▸ What to work on:
Could the listing be repeated exactly, with every picture dropped?

▸ Data:
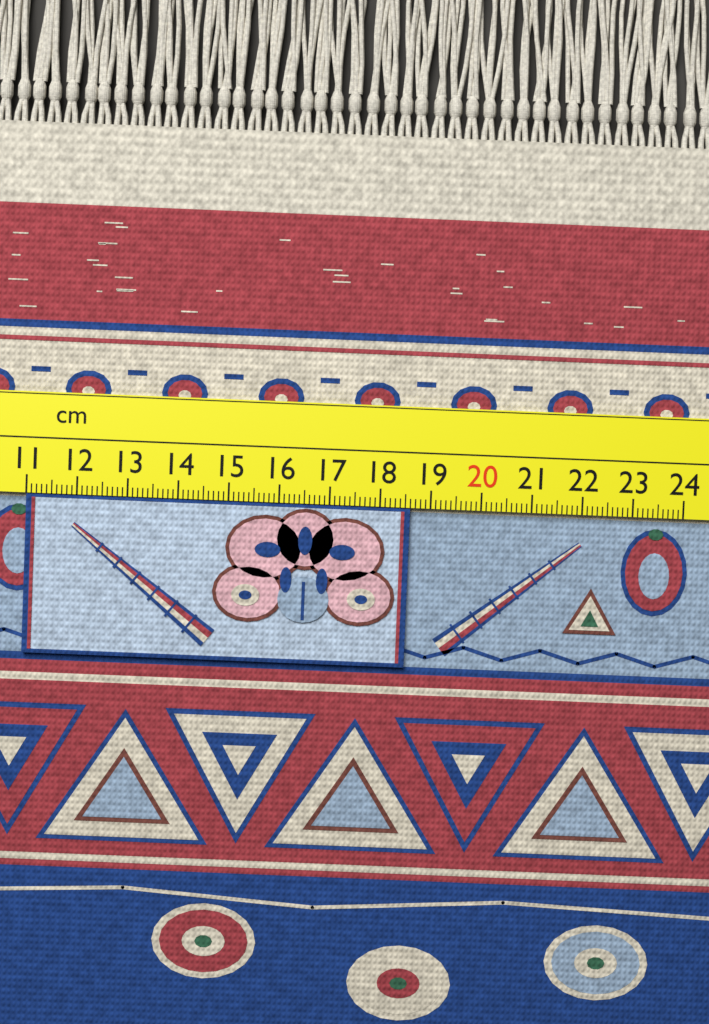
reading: 18.6 cm
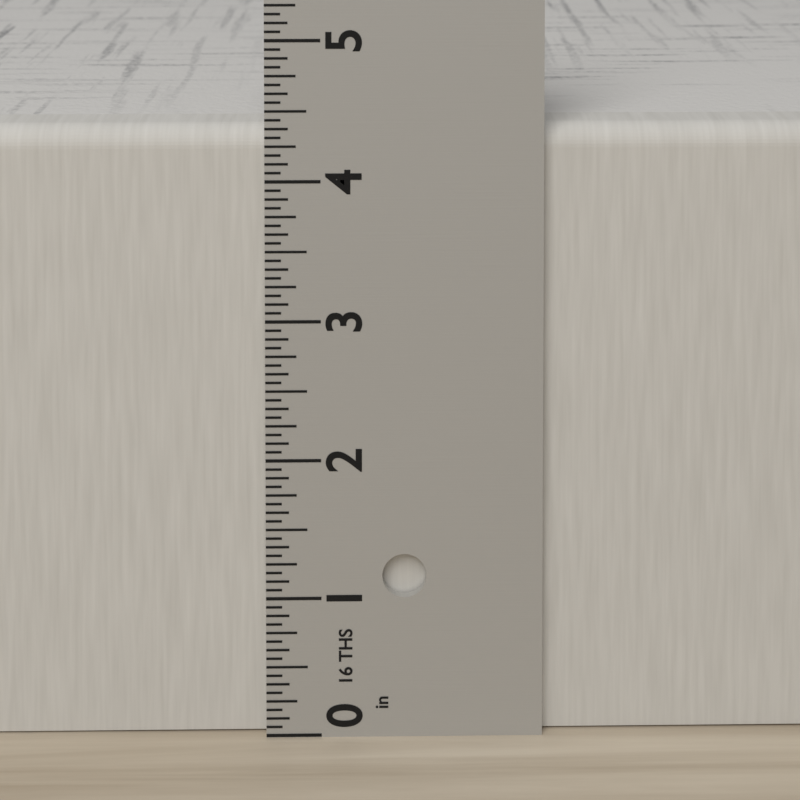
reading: 4.3750 in
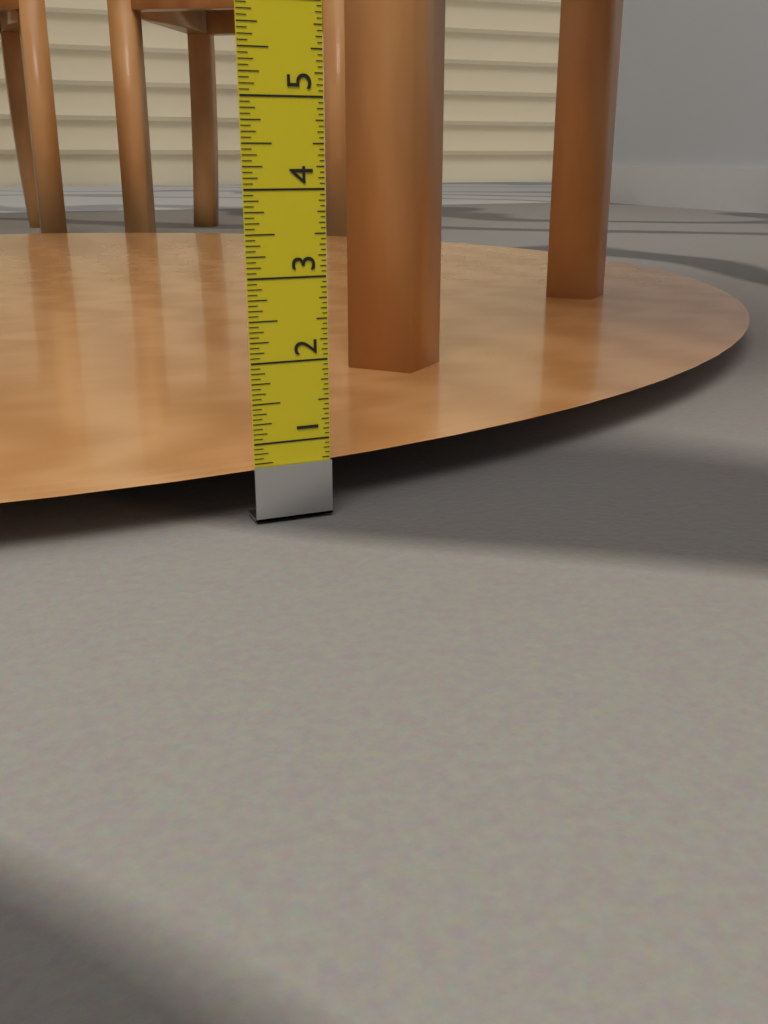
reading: 0.6250 in
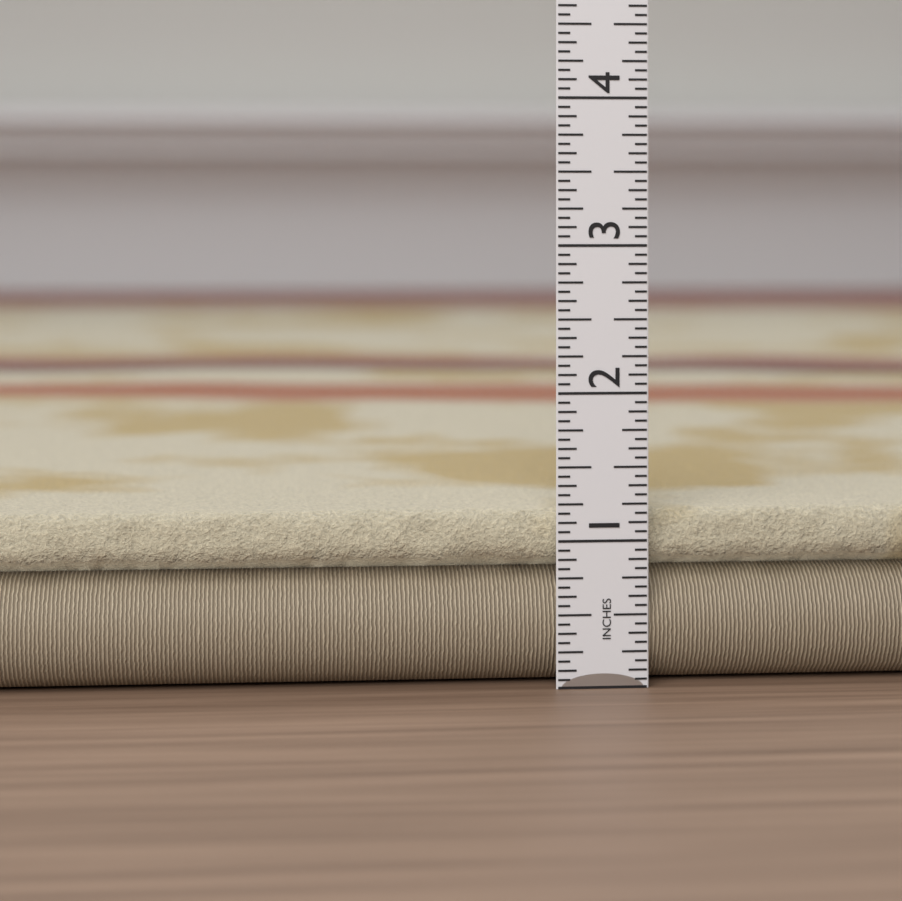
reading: 1.1875 in
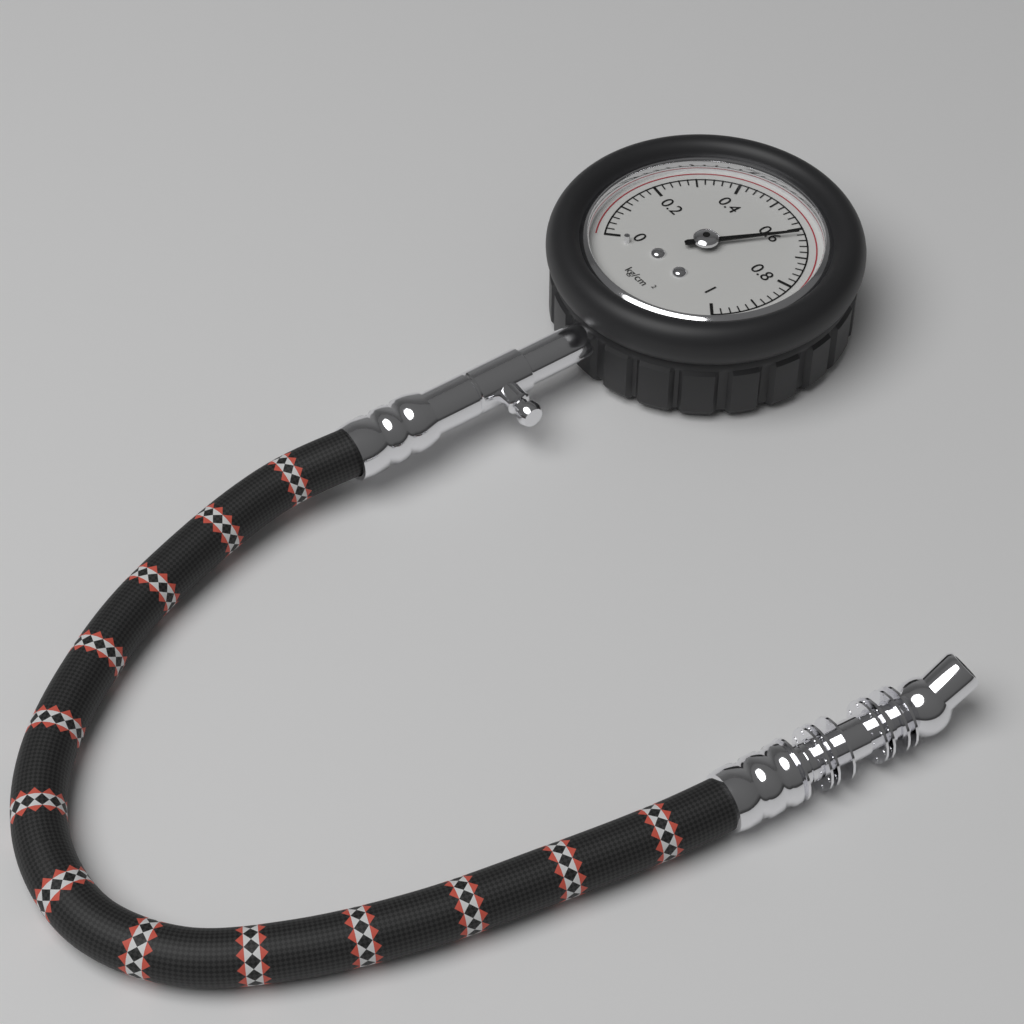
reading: 0.62 kg/cm²
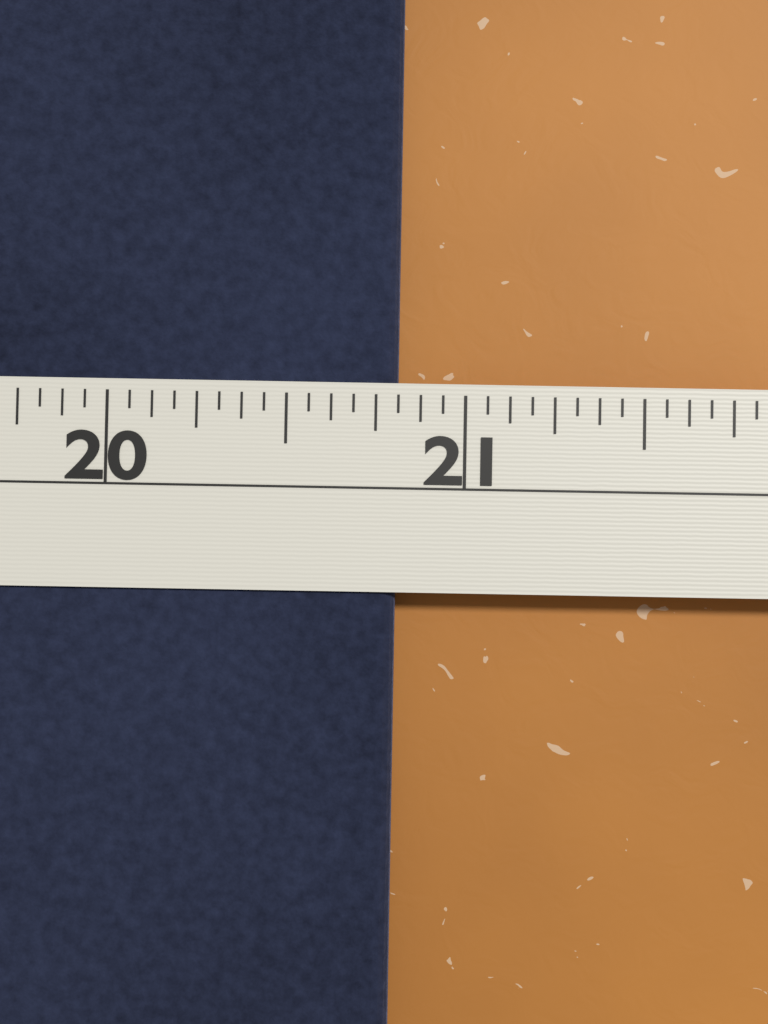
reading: 20.8125 in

▸ Output of the exercise:
reading: 18.6 cm
reading: 4.3750 in
reading: 0.6250 in
reading: 1.1875 in
reading: 0.62 kg/cm²
reading: 20.8125 in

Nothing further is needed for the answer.